Type | Tokamak |
---|---|
Operation date | 1991–2016 |
Size (Major radius/Minor Radius | 0.68 m/0.22 m |
Plasma volume | 1 m3 |
Magnetic field | 3–8 T (toroidal) |
Plasma current | 0.4–2.0 MA (typical) |
Location | Massachusetts Institute of Technology, Cambridge, USA |
Alcator C-Mod is a tokamak, a magnetically confined nuclear fusion device, at the Massachusetts Institute of Technology (MIT) Plasma Science and Fusion Center (PSFC). In 2016 it achieved the highest yet magnetic field strength and highest plasma pressure, which is notable because it does not use superconducting magnets. It was one of the major fusion research facilities in the United States.
Operating between 1993 and 2016, it was the third of the Alcator (Alto Campo Toro, High Field Torus) tokamak series, following Alcator A (1973–1979) and Alcator C (1978–1987). It was the largest fusion reactor operated by any university and was an integral part of the larger Plasma Science and Fusion Center.
In the late 1960s, magnetic-confinement fusion research at MIT was carried out on small-scale "table-top" experiments at the Research Laboratory for Electronics and the Francis Bitter Magnet Laboratory. At this time, the Soviet Union was developing a tokamak (though this was unknown in the United States), and Princeton Plasma Physics Laboratory (PPPL) was developing the stellarator.

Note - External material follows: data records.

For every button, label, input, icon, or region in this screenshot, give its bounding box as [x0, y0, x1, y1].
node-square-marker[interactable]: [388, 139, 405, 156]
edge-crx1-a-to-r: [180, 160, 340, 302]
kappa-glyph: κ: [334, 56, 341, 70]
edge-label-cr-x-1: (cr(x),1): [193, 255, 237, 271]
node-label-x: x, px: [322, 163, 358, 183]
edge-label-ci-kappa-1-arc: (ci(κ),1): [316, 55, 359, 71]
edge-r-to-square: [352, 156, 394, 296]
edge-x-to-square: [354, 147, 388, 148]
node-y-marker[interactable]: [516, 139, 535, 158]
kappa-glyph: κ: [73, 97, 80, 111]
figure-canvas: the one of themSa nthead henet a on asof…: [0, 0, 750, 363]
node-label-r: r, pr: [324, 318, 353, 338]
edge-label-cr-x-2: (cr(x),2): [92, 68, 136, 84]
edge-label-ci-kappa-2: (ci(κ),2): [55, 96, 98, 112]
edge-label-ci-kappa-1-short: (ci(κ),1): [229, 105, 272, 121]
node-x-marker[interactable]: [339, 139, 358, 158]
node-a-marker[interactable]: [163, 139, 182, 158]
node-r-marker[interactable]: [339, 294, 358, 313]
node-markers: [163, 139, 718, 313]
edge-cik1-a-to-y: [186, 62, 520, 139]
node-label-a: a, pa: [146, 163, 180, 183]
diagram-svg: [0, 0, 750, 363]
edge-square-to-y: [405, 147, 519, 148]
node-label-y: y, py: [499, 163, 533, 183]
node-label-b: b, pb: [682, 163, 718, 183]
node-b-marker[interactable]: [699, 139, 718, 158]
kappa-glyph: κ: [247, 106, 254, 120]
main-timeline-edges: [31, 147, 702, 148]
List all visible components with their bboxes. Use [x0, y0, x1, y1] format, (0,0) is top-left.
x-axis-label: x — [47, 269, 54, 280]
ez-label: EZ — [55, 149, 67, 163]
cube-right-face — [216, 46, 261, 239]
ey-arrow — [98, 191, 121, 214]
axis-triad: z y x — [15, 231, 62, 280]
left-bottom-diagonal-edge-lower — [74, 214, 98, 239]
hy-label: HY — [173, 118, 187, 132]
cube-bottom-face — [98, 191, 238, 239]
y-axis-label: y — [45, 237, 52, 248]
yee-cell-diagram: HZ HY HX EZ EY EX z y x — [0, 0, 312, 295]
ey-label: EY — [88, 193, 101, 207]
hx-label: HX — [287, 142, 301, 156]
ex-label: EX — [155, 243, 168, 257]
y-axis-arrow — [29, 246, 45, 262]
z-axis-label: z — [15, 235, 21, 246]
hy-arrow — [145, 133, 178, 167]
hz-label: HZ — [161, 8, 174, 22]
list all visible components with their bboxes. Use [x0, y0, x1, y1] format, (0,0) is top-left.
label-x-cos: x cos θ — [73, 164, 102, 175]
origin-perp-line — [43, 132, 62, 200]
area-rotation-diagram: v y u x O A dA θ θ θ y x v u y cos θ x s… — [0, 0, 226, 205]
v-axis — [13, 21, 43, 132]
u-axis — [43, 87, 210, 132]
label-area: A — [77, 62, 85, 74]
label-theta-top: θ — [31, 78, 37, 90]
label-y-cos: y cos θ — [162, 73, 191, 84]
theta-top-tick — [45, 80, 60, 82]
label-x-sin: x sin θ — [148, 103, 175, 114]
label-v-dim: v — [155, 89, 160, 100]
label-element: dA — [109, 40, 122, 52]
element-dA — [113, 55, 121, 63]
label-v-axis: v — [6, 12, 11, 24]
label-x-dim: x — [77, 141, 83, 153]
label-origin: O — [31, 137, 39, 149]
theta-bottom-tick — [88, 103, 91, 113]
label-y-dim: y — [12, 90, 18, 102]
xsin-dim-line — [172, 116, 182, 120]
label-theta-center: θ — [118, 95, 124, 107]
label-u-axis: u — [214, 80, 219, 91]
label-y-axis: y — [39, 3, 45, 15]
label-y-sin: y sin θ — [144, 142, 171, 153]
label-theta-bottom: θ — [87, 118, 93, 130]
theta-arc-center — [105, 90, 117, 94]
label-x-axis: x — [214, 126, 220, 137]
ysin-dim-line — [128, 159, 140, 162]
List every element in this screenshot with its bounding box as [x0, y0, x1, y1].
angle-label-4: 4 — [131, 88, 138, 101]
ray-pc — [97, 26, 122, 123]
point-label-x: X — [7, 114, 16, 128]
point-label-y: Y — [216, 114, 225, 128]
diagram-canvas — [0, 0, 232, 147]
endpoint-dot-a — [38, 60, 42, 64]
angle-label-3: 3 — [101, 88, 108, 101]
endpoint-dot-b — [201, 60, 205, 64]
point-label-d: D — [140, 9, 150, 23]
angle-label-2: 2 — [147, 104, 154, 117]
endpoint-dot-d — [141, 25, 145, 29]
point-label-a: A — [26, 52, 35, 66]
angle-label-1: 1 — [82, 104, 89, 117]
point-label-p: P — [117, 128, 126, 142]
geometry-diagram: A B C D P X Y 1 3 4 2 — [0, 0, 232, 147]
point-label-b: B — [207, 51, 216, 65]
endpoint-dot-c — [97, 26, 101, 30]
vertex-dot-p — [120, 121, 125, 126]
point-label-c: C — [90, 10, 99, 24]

Bruno Coppi was working at the Institute for Advanced Study at Princeton University and was interested in the basic plasma physics problem of plasma resistivity at high values of the streaming parameter, as well as the behavior of magnetically confined plasmas at very high field strengths (≥ 10 T). In 1968, Coppi attended the third IAEA International Conference on Plasma Physics and Controlled Nuclear Fusion Research at Novosibirsk. At this conference, Soviet scientists announced that they had achieved electron temperatures of over 1000 eV in a tokamak device (T-3).